Akal Longor has brought her son Ekalale on one of their regular visits to the Kakwanyang Dispensary and health outreach centre. Ekalale is about a year old and small for his age, but he smiles and even takes a few steps when his mother sets him down on the floor. He is recovering from severe acute malnutrition.
Akal, 20, is too shy to speak, so her older sister Agnes tells their story. The sisters live with their extended family in tiny Lokitoeliwo village, about two kilometres away, she explains. Formerly nomadic pastoralists, they’ve become sedentary after losing most of their livestock amidst prolonged drought here in north-western Kenya. REport by By Tim Ledwith. TURKANA COUNTY, Kenya.
By July of this year, Agnes says, the few goats that remained were no longer producing milk. Nor was the household earning enough income to buy food. Ekalale grew weak, ill and dehydrated. In August, his mother and aunt brought him to the outreach centre.
On their first visit, nurse-in-charge Lawrence Kisagan checked Ekalale’s weight-to-height ratio and mid-upper arm circumference. These two key indicators of nutritional status confirmed that the baby was severely malnourished. He was immediately placed in the centre’s outpatient therapeutic-feeding programme.
Health, immunisation, nutrition
Kakwanyang Dispensary is a half-hour drive north-east of Lodwar, the nearest town, along the rutted dirt roads of sparsely populated Turkana County. It brings health services within reach of children and families who would otherwise have to walk four hours to the district hospital in Lodwar for care.
The Kenyan Government set up the spare, two-room outreach centre with help from UNICEF and other partners in July. Like similar facilities scattered around Turkana, this one was established in response to health risks – including outbreaks of cholera – that are exacerbated by drought and poor access to safe water. Another concern was the need for improved routine immunization coverage here.
Critically, however, the centres are also meant to reduce the rate of severe malnutrition among Turkana children under five, which has spiked as high as 37 per cent in some areas. Hence the integration of health, immunization and nutrition services at Kakwanyang Dispensary.
Therapeutic feeding
Ekalale is one of six severely malnourished children who are receiving outpatient treatment at the dispensary – treatment that comes in the form of Plumpy’nut, a highly nutritious peanut-based paste provided by UNICEF.
For children like him who arrive at the outreach centre severely malnourished but without serious medical complications, the ready-to-eat therapeutic food can be used at home. Families then bring their children to the dispensary for weekly appointments to have them weighed and assessed, and to replenish their Plumpy’nut supplies.
“We have honoured all of our appointments,” says Ekalale’s aunt Agnes, and his condition reflects that commitment. “At first he was not responding, but slowly he has improved,” she adds.
When severely malnourished children have reached the target weight for their age and height on two consecutive weekly visits, they are discharged from the outpatient programme. In August, Ekalale weighed 5 kilogrammes. Now he is closing in on his target weight of 6 kilogrammes and has almost fully recovered.
‘A great improvement’
Once Ekalale is discharged from therapeutic feeding, however, the help that he receives from Kakwanyang Dispensary will not end. Instead, he’ll continue to benefit from a UNICEF-supported supplemental feeding programme there.
To prevent moderately malnourished children from slipping into – or back into – severe malnutrition, the dispensary distributes Unimix corn-soya blend to almost 90 children under five. More than 100 pregnant and lactating women, including Ekalale’s mother, also get supplemental feeding at the outreach centre.
Nurse Kisagan suggests that efforts to prevent severe acute malnutrition are paying off, because admissions for therapeutic feeding were much higher when he arrived a few months ago.
“There is a great improvement,” he says. “At the beginning, it was terrible.”
Sustainable solutions
UNICEF Representative in Kenya Olivia Yambi notes that the interventions mounted intensively since July built on existing programmes in Turkana. She says they have made a difference by working in the communities where at-risk children live.
Still, Yambi cautions that long-term prospects for children like Ekalale and their pastoralist families remain uncertain. Amidst recurring drought, rising food prices and conflict over livestock, water and other scarce resources in Turkana, their timeless way of life hangs in the balance.
In some cases, the Turkana pastoralists are moving away from total dependence on animals by planting sorghum or other crops when possible. Many women, including Ekalale’s mother and aunt, also weave and sell baskets and brooms to generate some income. Despite such efforts, about a third of all households in the county depend on food aid to survive.
“We have to build on this,” says Yambi, “for more sustainable solutions.”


**TASK OBJECTIVE:** Would you restate every entry that follows, word for word, and leave out the pictures?
[DATASET Boundary: Start]
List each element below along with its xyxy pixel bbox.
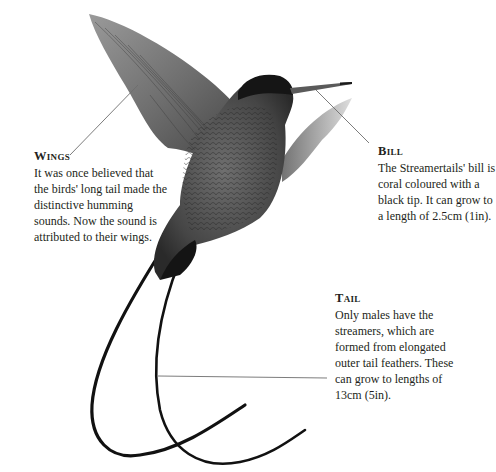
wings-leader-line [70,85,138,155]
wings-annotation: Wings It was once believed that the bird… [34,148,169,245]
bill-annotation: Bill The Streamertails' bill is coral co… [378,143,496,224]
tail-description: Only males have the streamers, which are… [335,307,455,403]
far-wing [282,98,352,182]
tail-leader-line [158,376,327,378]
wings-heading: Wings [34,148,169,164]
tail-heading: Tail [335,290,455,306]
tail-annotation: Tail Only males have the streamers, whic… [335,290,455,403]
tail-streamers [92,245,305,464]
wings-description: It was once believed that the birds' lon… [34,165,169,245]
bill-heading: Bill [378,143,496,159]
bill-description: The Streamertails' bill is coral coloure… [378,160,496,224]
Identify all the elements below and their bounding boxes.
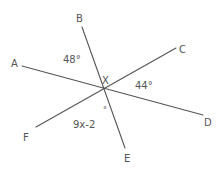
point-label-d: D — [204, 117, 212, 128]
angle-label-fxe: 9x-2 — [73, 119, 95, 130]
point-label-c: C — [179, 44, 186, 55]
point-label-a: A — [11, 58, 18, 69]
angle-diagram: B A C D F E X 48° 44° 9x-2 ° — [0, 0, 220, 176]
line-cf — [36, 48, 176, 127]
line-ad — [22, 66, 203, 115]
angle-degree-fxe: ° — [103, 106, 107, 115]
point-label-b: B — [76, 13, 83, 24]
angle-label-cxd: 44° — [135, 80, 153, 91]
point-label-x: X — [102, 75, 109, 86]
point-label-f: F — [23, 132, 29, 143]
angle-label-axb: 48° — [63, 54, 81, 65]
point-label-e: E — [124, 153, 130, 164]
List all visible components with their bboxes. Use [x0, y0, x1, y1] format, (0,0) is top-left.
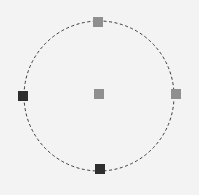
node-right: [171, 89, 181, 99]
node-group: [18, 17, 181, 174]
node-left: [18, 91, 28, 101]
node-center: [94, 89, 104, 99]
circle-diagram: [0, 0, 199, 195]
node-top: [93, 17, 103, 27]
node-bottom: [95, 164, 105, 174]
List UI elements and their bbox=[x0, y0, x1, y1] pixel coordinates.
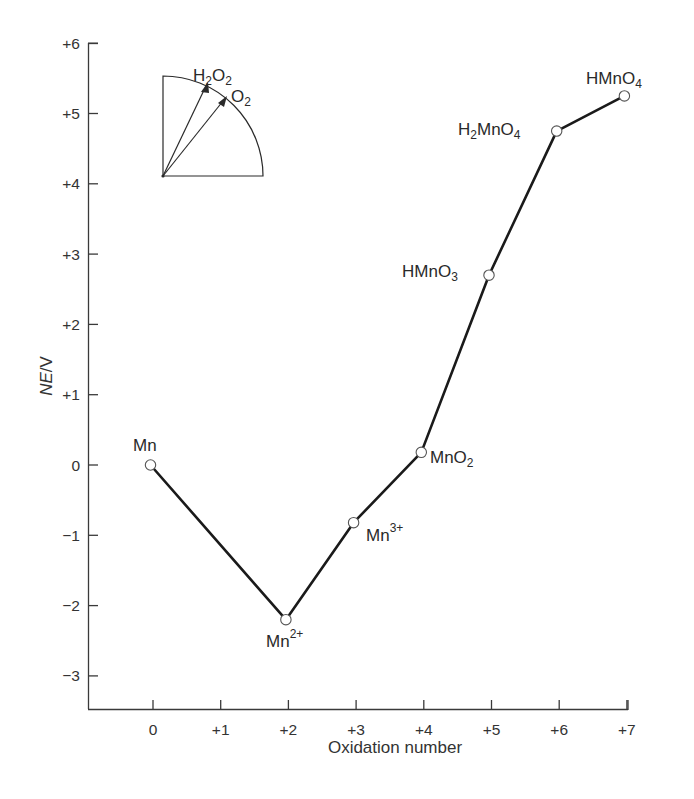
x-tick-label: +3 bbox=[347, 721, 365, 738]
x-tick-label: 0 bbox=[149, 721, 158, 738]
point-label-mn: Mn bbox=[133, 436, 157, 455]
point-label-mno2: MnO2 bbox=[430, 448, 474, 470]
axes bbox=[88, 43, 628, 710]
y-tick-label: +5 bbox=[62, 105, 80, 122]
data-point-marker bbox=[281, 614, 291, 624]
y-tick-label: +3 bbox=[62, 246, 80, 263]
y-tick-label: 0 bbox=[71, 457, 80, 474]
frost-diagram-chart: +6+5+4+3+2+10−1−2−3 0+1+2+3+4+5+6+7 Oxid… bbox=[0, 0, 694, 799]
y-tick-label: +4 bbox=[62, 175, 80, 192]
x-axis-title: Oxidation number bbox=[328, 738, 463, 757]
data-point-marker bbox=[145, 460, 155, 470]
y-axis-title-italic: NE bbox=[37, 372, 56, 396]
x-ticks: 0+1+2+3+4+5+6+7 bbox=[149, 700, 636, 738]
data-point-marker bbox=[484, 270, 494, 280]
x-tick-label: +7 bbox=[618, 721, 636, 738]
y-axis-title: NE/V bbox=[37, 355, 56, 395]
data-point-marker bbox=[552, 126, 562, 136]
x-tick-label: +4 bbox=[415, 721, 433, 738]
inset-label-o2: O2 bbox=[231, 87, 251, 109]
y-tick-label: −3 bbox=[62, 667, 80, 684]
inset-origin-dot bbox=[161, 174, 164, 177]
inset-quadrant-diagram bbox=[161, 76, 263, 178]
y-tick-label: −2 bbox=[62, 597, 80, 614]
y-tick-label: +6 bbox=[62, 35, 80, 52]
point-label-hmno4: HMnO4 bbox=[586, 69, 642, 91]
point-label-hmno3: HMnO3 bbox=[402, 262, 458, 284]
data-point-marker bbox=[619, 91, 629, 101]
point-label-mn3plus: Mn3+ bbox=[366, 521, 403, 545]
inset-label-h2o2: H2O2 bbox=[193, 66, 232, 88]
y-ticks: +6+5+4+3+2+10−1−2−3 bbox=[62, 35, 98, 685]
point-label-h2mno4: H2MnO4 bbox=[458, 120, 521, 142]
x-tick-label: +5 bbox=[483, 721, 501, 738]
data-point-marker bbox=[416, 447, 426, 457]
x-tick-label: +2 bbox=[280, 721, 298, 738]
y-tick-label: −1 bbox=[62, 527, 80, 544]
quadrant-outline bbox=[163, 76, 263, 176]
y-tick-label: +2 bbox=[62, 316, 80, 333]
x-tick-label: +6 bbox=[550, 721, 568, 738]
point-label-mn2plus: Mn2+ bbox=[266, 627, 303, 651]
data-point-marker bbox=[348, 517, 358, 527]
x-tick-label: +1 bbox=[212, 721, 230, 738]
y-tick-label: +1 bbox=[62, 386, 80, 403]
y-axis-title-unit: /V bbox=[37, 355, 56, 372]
[DATASET Boundary: End]
**OUTPUT FOR THIS EXERCISE:**
List each element below along with its xyxy pixel bbox.
wings-leader-line [70,85,138,155]
wings-annotation: Wings It was once believed that the bird… [34,148,169,245]
bill-annotation: Bill The Streamertails' bill is coral co… [378,143,496,224]
tail-description: Only males have the streamers, which are… [335,307,455,403]
far-wing [282,98,352,182]
tail-leader-line [158,376,327,378]
wings-heading: Wings [34,148,169,164]
tail-heading: Tail [335,290,455,306]
tail-annotation: Tail Only males have the streamers, whic… [335,290,455,403]
tail-streamers [92,245,305,464]
wings-description: It was once believed that the birds' lon… [34,165,169,245]
bill-heading: Bill [378,143,496,159]
bill-description: The Streamertails' bill is coral coloure… [378,160,496,224]
Identify all the elements below and their bounding boxes.
point-label-d: D — [204, 117, 212, 128]
angle-label-fxe: 9x-2 — [73, 119, 95, 130]
point-label-c: C — [179, 44, 186, 55]
point-label-a: A — [11, 58, 18, 69]
angle-diagram: B A C D F E X 48° 44° 9x-2 ° — [0, 0, 220, 176]
line-cf — [36, 48, 176, 127]
line-ad — [22, 66, 203, 115]
angle-degree-fxe: ° — [103, 106, 107, 115]
point-label-b: B — [76, 13, 83, 24]
angle-label-cxd: 44° — [135, 80, 153, 91]
point-label-x: X — [102, 75, 109, 86]
point-label-f: F — [23, 132, 29, 143]
angle-label-axb: 48° — [63, 54, 81, 65]
point-label-e: E — [124, 153, 130, 164]
List all visible components with their bboxes. Use [x0, y0, x1, y1] format, (0,0) is top-left.
node-right: [171, 89, 181, 99]
node-group: [18, 17, 181, 174]
node-left: [18, 91, 28, 101]
node-center: [94, 89, 104, 99]
circle-diagram: [0, 0, 199, 195]
node-top: [93, 17, 103, 27]
node-bottom: [95, 164, 105, 174]
List UI elements and their bbox=[x0, y0, x1, y1] pixel coordinates.
x-tick-label: +3 bbox=[347, 721, 365, 738]
x-tick-label: 0 bbox=[149, 721, 158, 738]
point-label-mn: Mn bbox=[133, 436, 157, 455]
point-label-mno2: MnO2 bbox=[430, 448, 474, 470]
axes bbox=[88, 43, 628, 710]
y-tick-label: +5 bbox=[62, 105, 80, 122]
data-point-marker bbox=[281, 614, 291, 624]
y-tick-label: +3 bbox=[62, 246, 80, 263]
y-tick-label: 0 bbox=[71, 457, 80, 474]
frost-diagram-chart: +6+5+4+3+2+10−1−2−3 0+1+2+3+4+5+6+7 Oxid… bbox=[0, 0, 694, 799]
y-tick-label: +4 bbox=[62, 175, 80, 192]
x-axis-title: Oxidation number bbox=[328, 738, 463, 757]
data-point-marker bbox=[145, 460, 155, 470]
y-axis-title-italic: NE bbox=[37, 372, 56, 396]
x-ticks: 0+1+2+3+4+5+6+7 bbox=[149, 700, 636, 738]
data-point-marker bbox=[484, 270, 494, 280]
x-tick-label: +7 bbox=[618, 721, 636, 738]
y-axis-title: NE/V bbox=[37, 355, 56, 395]
data-point-marker bbox=[552, 126, 562, 136]
x-tick-label: +4 bbox=[415, 721, 433, 738]
inset-label-o2: O2 bbox=[231, 87, 251, 109]
y-tick-label: −3 bbox=[62, 667, 80, 684]
inset-origin-dot bbox=[161, 174, 164, 177]
inset-quadrant-diagram bbox=[161, 76, 263, 178]
y-tick-label: −2 bbox=[62, 597, 80, 614]
y-tick-label: +6 bbox=[62, 35, 80, 52]
point-label-hmno4: HMnO4 bbox=[586, 69, 642, 91]
point-label-hmno3: HMnO3 bbox=[402, 262, 458, 284]
data-point-marker bbox=[619, 91, 629, 101]
point-label-mn3plus: Mn3+ bbox=[366, 521, 403, 545]
inset-label-h2o2: H2O2 bbox=[193, 66, 232, 88]
y-ticks: +6+5+4+3+2+10−1−2−3 bbox=[62, 35, 98, 685]
point-label-h2mno4: H2MnO4 bbox=[458, 120, 521, 142]
x-tick-label: +5 bbox=[483, 721, 501, 738]
data-point-marker bbox=[416, 447, 426, 457]
x-tick-label: +2 bbox=[280, 721, 298, 738]
y-tick-label: −1 bbox=[62, 527, 80, 544]
quadrant-outline bbox=[163, 76, 263, 176]
y-tick-label: +2 bbox=[62, 316, 80, 333]
x-tick-label: +6 bbox=[550, 721, 568, 738]
point-label-mn2plus: Mn2+ bbox=[266, 627, 303, 651]
data-point-marker bbox=[348, 517, 358, 527]
x-tick-label: +1 bbox=[212, 721, 230, 738]
y-tick-label: +1 bbox=[62, 386, 80, 403]
y-axis-title-unit: /V bbox=[37, 355, 56, 372]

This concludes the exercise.